Week 16: Chock -a- block! Really?



It is funny what catches my attention.  Or rather how the world can seem to be flashing before me the same message in different ways, insisting that I stop, look, listen, pay attention and live into the questions being asked of me.
Last Friday afternoon, I was taken back some 25 or more to the years, as I attended the Peter Combe Christmas Concert, where he performed (and I sang along to at least silently and at times out loud) most of the 16 songs on “The Peter Combe Christmas Album” that he had released in 1990 and was very much part of the Christmases we shared with our children.  John and I probably enjoyed the concert last Friday more than our two daughters and our granddaughter, who came with us, although Matilda at 16 months, was entranced each time she saw a baby.  
One of the songs was Chocka-a block.  It got stuck in my head- earworm, I think it is called. I don’t remember it doing so 25 years ago but for the last 4 days the song has not wanted to leave the space between my ears, rather repeating over and over again.

Chocka-a block by Peter Combe
Nup, nup, no room in the inn – sorry
Nup, can’t be done, no room in the inn
Absolutely impossible.

We’re chock -a- block as a matter of fact
Every room full you couldn’t swing a cat.
Sorry about this situation
But there’s nothing that I can do
When you’re full, you’re full
And we’re full – sorry!
Chock -a -block, chock -a -block
Chock -a -block as a matter of fact.

He’s sorry about the situation
But there’s nothing that he can do
When you’re full, you’re full
And they’re full – sorry
Chock -a -block, chock -a -block
Chock -a -block as a matter of fact.

And as it whizzes around my already cluttered mind, the “No Vacancies” signs in the guest houses, B and Bs and Hotels of Llandudno reappear.  While walking the streets of this seaside resort town on the north coast of Wales, during the last week of by sabbatical, I was struck by how many places had “No Vacancies” signs up, despite being well and truly out of the tourist season.  Was really every bed in the establishment full?  In a few places that may have been the case, for certainly some seemed to have lots of people sitting at the breakfast tables or lugging bags off the bus parked outside the door, but I suspect many, despite the signs, were in fact unoccupied, with the owners taking the opportunity of low season to get some rest, maybe take a holiday themselves or carry out renovations in time for the next wave of guests. 

As I walked Llandudno, as Chocka-block ricochets around my head, my mind wanders back to Luke’s infancy narrative and the verses:


“Now it happened that, while Mary and Joseph were there in Bethlehem, the time came for Mary to have her child, and she gave birth to a son, her first-born. She wrapped him in swaddling clothes and laid him in a manger because there was no room for them in the living-space*.”
* In some translations: inn/ guest house, lodging place.

Then on Facebook the following posting from “The Contemplative Monk” had popped up on multiple occasions in recent days:
“Each of us is an Innkeeper who decides if there is room for Jesus.”



And so I find myself asking questions.
Is there room for Christ in my Christmas this year? 
Can I make room or more room for what is waiting to be born at this time?
What needs to be discarded to create a vacancy?
Do I need to say no, I am chock-block, full, with no room available, such that the necessary renovations can take happen and the space prepared for the new guests to arrive in the coming season? 
Or by saying no and hanging up the "No Vacancy" sign, am I not only overlooking the opportunity to welcome the stranger but forgetting that in doing so I am in fact oblivious to the Divine presence being born in this particular moment?
How do I respond to our government, elected by the people to make decisions on our behalf, that is not only saying that there is there no room here for asylum seekers fleeing their homeland and arriving by boat, but imprisoning, abusing and neglecting their most basic needs, so as to discourage others from fleeing persecution making their way to this vast and potentially hospitable country? 
So, so many questions.  May I be empty enough to be able to hear them, live them.  May I live the questions with integrity, love and compassion.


• Problem to work on
Repeat the records below exactly, leaving out any pictures.

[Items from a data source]
_ _ _
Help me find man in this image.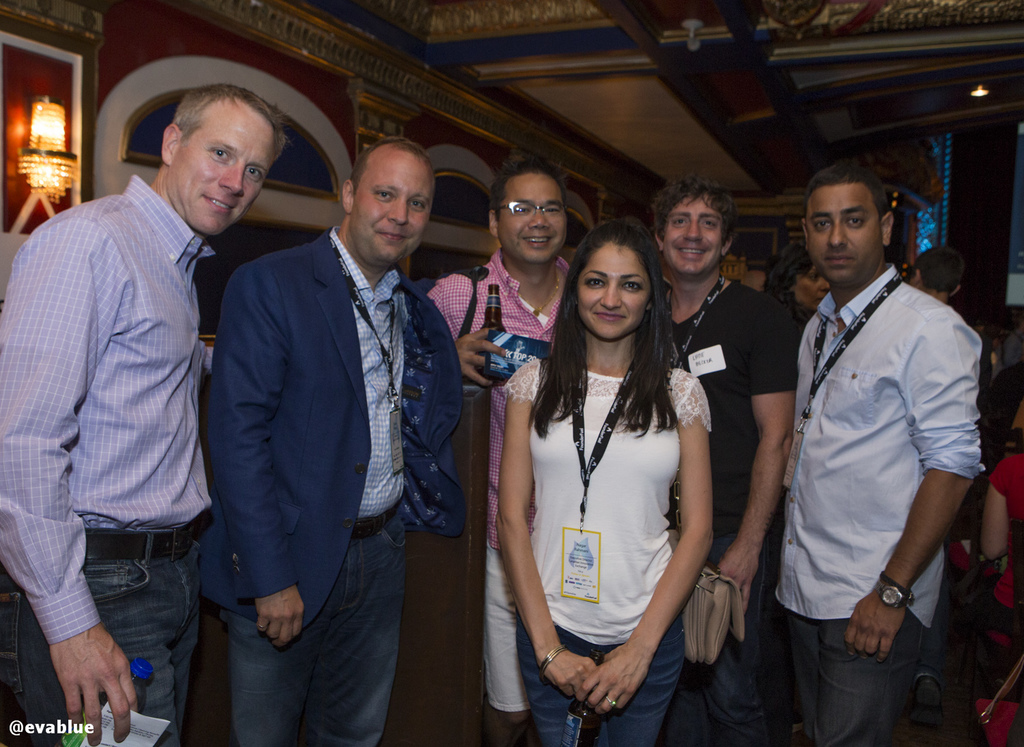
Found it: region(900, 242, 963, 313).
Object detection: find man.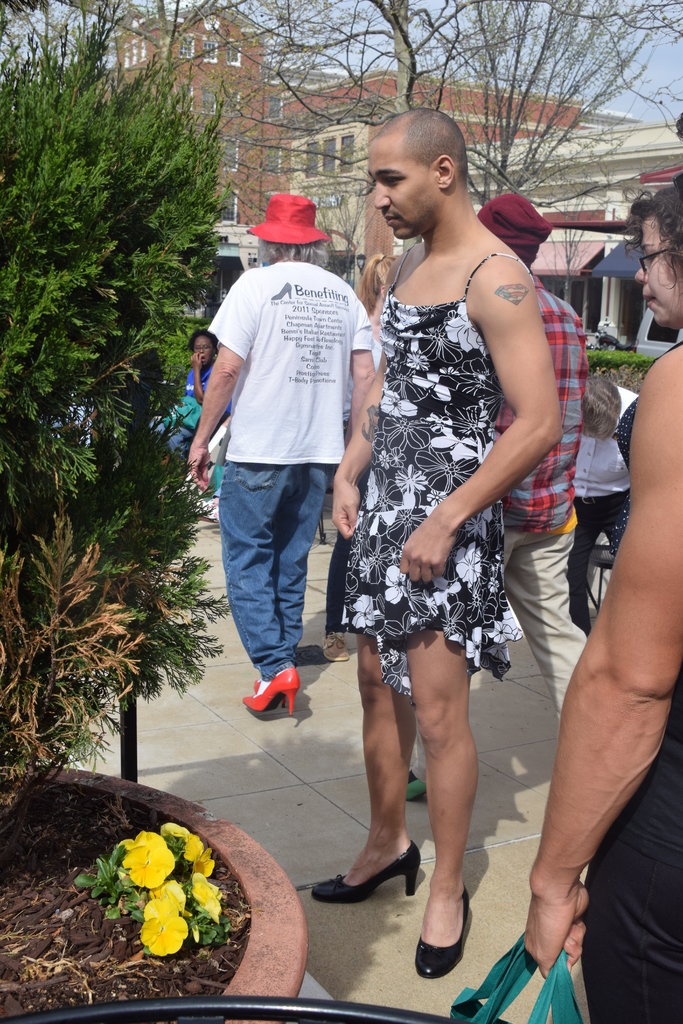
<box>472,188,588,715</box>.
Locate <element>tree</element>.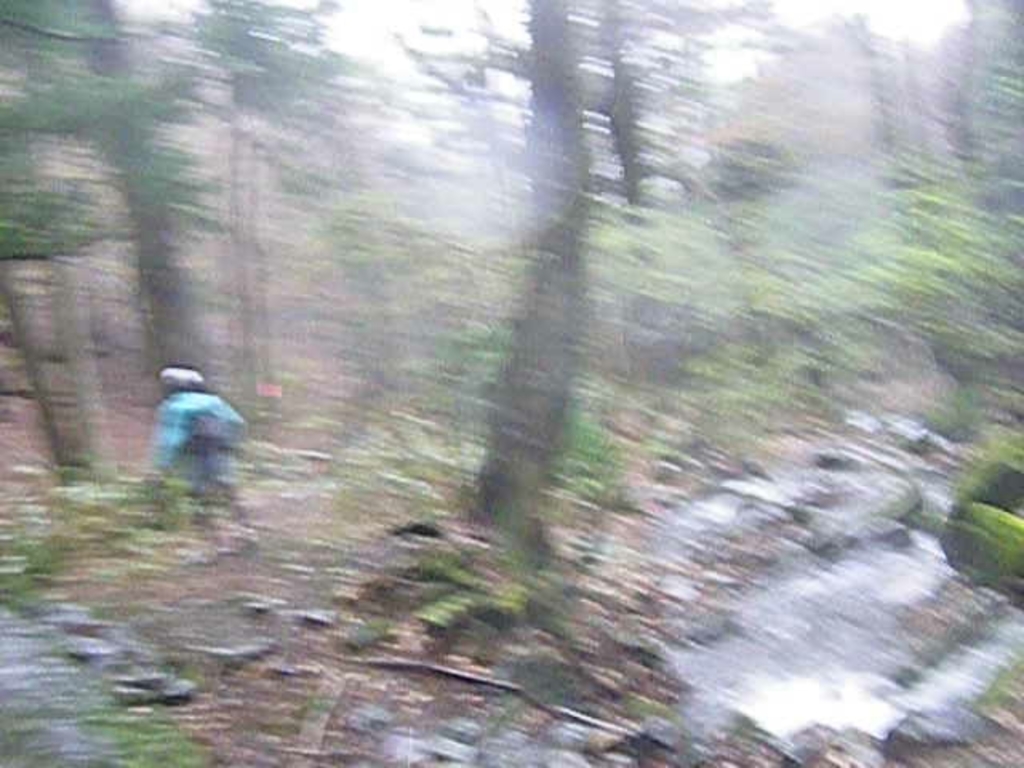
_ _ _
• Answer to the problem
Help me find man in this image.
Found it: region(900, 242, 963, 313).
Object detection: find man.
<box>472,188,588,715</box>.
Locate <element>tree</element>.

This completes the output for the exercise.